Example: http://scholar.lib.vt.edu/theses/OAI/cgi-bin/index.pl allows the
harvesting of ETD metadata.  Yet, its metadata reads:

<ListRecords>
   ....
   <metadata>
     <dc>
        <type>text</type>
        <format>application/pdf</format>
        <source>
http://scholar.lib.vt.edu/theses/available/etd-3345131939761081/</source>
    ....


When one visits
http://scholar.lib.vt.edu/theses/available/etd-3345131939761081/ however
there is no 'text' document of type 'application/pdf' - rather, it's an
HTML title page that embeds links to one or more PDF documents, such as
http://scholar.lib.vt.edu/theses/available/etd-3345131939761081/unrestricted/Walker_1.pdfto
Walker_5.pdf.

Is VT's ETD OAI implementation deficient, or is OAI-PMH simply not set up
to allow the harvesting of full-text without what would basically amount to
crawling the ETD title page, or other repository-specific mechanisms?
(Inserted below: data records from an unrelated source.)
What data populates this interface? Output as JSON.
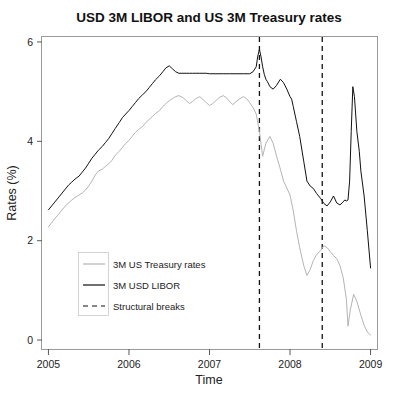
{
  "chart_data": {
    "type": "line",
    "title": "USD 3M LIBOR and US 3M Treasury rates",
    "xlabel": "Time",
    "ylabel": "Rates (%)",
    "xlim": [
      2004.92,
      2009.08
    ],
    "ylim": [
      -0.18,
      6.1
    ],
    "grid": false,
    "xticks": [
      2005,
      2006,
      2007,
      2008,
      2009
    ],
    "xtick_labels": [
      "2005",
      "2006",
      "2007",
      "2008",
      "2009"
    ],
    "yticks": [
      0,
      2,
      4,
      6
    ],
    "ytick_labels": [
      "0",
      "2",
      "4",
      "6"
    ],
    "legend_position": "lower-left",
    "colors": {
      "treasury": "#b4b4b4",
      "libor": "#111111",
      "breaks": "#111111",
      "panel_border": "#9a9a9a",
      "background": "#ffffff"
    },
    "annotations": {
      "structural_breaks": [
        2007.62,
        2008.4
      ]
    },
    "series": [
      {
        "name": "3M US Treasury rates",
        "color": "#b4b4b4",
        "style": "solid",
        "x": [
          2005.0,
          2005.04,
          2005.08,
          2005.12,
          2005.17,
          2005.21,
          2005.25,
          2005.29,
          2005.33,
          2005.38,
          2005.42,
          2005.46,
          2005.5,
          2005.54,
          2005.58,
          2005.62,
          2005.67,
          2005.71,
          2005.75,
          2005.79,
          2005.83,
          2005.88,
          2005.92,
          2005.96,
          2006.0,
          2006.04,
          2006.08,
          2006.12,
          2006.17,
          2006.21,
          2006.25,
          2006.29,
          2006.33,
          2006.38,
          2006.42,
          2006.46,
          2006.5,
          2006.54,
          2006.58,
          2006.62,
          2006.67,
          2006.71,
          2006.75,
          2006.79,
          2006.83,
          2006.88,
          2006.92,
          2006.96,
          2007.0,
          2007.04,
          2007.08,
          2007.12,
          2007.17,
          2007.21,
          2007.25,
          2007.29,
          2007.33,
          2007.38,
          2007.42,
          2007.46,
          2007.5,
          2007.54,
          2007.58,
          2007.62,
          2007.66,
          2007.7,
          2007.75,
          2007.79,
          2007.83,
          2007.88,
          2007.92,
          2007.96,
          2008.0,
          2008.04,
          2008.08,
          2008.12,
          2008.17,
          2008.21,
          2008.25,
          2008.29,
          2008.33,
          2008.38,
          2008.42,
          2008.46,
          2008.5,
          2008.54,
          2008.58,
          2008.62,
          2008.66,
          2008.7,
          2008.72,
          2008.75,
          2008.79,
          2008.83,
          2008.88,
          2008.92,
          2008.96,
          2009.0
        ],
        "y": [
          2.28,
          2.36,
          2.45,
          2.52,
          2.62,
          2.7,
          2.76,
          2.82,
          2.87,
          2.92,
          2.96,
          3.02,
          3.1,
          3.2,
          3.32,
          3.4,
          3.44,
          3.5,
          3.55,
          3.62,
          3.72,
          3.8,
          3.88,
          3.96,
          4.02,
          4.1,
          4.18,
          4.24,
          4.3,
          4.38,
          4.44,
          4.5,
          4.56,
          4.62,
          4.7,
          4.76,
          4.82,
          4.86,
          4.9,
          4.92,
          4.88,
          4.82,
          4.76,
          4.8,
          4.86,
          4.9,
          4.84,
          4.78,
          4.72,
          4.76,
          4.82,
          4.88,
          4.92,
          4.88,
          4.8,
          4.74,
          4.8,
          4.86,
          4.9,
          4.86,
          4.78,
          4.68,
          4.55,
          4.2,
          3.7,
          3.96,
          4.1,
          3.96,
          3.72,
          3.44,
          3.2,
          3.06,
          2.92,
          2.6,
          2.2,
          1.86,
          1.5,
          1.3,
          1.42,
          1.6,
          1.72,
          1.8,
          1.9,
          1.86,
          1.78,
          1.7,
          1.64,
          1.5,
          1.26,
          0.82,
          0.28,
          0.62,
          0.92,
          0.78,
          0.5,
          0.3,
          0.16,
          0.1
        ]
      },
      {
        "name": "3M USD LIBOR",
        "color": "#111111",
        "style": "solid",
        "x": [
          2005.0,
          2005.04,
          2005.08,
          2005.12,
          2005.17,
          2005.21,
          2005.25,
          2005.29,
          2005.33,
          2005.38,
          2005.42,
          2005.46,
          2005.5,
          2005.54,
          2005.58,
          2005.62,
          2005.67,
          2005.71,
          2005.75,
          2005.79,
          2005.83,
          2005.88,
          2005.92,
          2005.96,
          2006.0,
          2006.04,
          2006.08,
          2006.12,
          2006.17,
          2006.21,
          2006.25,
          2006.29,
          2006.33,
          2006.38,
          2006.42,
          2006.46,
          2006.5,
          2006.54,
          2006.58,
          2006.62,
          2006.67,
          2006.71,
          2006.75,
          2006.79,
          2006.83,
          2006.88,
          2006.92,
          2006.96,
          2007.0,
          2007.08,
          2007.17,
          2007.25,
          2007.33,
          2007.42,
          2007.5,
          2007.54,
          2007.58,
          2007.6,
          2007.62,
          2007.64,
          2007.66,
          2007.68,
          2007.7,
          2007.72,
          2007.75,
          2007.79,
          2007.83,
          2007.88,
          2007.92,
          2007.96,
          2008.0,
          2008.02,
          2008.04,
          2008.08,
          2008.12,
          2008.17,
          2008.21,
          2008.25,
          2008.29,
          2008.33,
          2008.38,
          2008.42,
          2008.46,
          2008.5,
          2008.54,
          2008.58,
          2008.62,
          2008.66,
          2008.68,
          2008.7,
          2008.72,
          2008.74,
          2008.76,
          2008.78,
          2008.8,
          2008.83,
          2008.86,
          2008.88,
          2008.92,
          2008.96,
          2009.0
        ],
        "y": [
          2.62,
          2.7,
          2.78,
          2.86,
          2.96,
          3.04,
          3.12,
          3.18,
          3.24,
          3.3,
          3.38,
          3.46,
          3.56,
          3.66,
          3.74,
          3.82,
          3.9,
          3.98,
          4.06,
          4.16,
          4.26,
          4.38,
          4.48,
          4.55,
          4.62,
          4.7,
          4.78,
          4.86,
          4.94,
          5.0,
          5.08,
          5.16,
          5.24,
          5.32,
          5.4,
          5.48,
          5.52,
          5.46,
          5.4,
          5.37,
          5.37,
          5.37,
          5.37,
          5.37,
          5.37,
          5.37,
          5.37,
          5.37,
          5.36,
          5.36,
          5.36,
          5.36,
          5.36,
          5.36,
          5.36,
          5.4,
          5.5,
          5.72,
          5.85,
          5.7,
          5.5,
          5.35,
          5.25,
          5.2,
          5.1,
          5.05,
          5.12,
          5.25,
          5.18,
          5.05,
          4.9,
          4.85,
          4.7,
          4.4,
          4.1,
          3.6,
          3.2,
          3.1,
          3.05,
          2.95,
          2.85,
          2.75,
          2.7,
          2.78,
          2.9,
          2.76,
          2.72,
          2.78,
          2.82,
          2.8,
          2.82,
          3.2,
          4.2,
          5.1,
          4.9,
          4.2,
          3.8,
          3.4,
          2.9,
          2.2,
          1.45
        ]
      }
    ],
    "legend_entries": [
      {
        "label": "3M US Treasury rates",
        "color": "#b4b4b4",
        "style": "solid"
      },
      {
        "label": "3M USD LIBOR",
        "color": "#111111",
        "style": "solid"
      },
      {
        "label": "Structural breaks",
        "color": "#111111",
        "style": "dashed"
      }
    ]
  }
}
On a related note, regarding rights. As a faculty member, I regularly sign
ETD approval forms.  At Tech, students have three options to choose from:
(a) open and immediate access, (b) restricted to VT for 1 year, (c)
withhold access completely for 1 year for patent/security purposes.  The
current form does not allow student authors to address whether the
full-text of their dissertation may be harvested for the purposes of
full-text indexing in such indexes as Google or Summon, not does it allow
them to restrict where copies are served from.  Similarly, the dc:rights
section in the OAI-PMH records address copyright only.  In practice, Google
crawls, indexes, and serves full-text copies of our dissertations.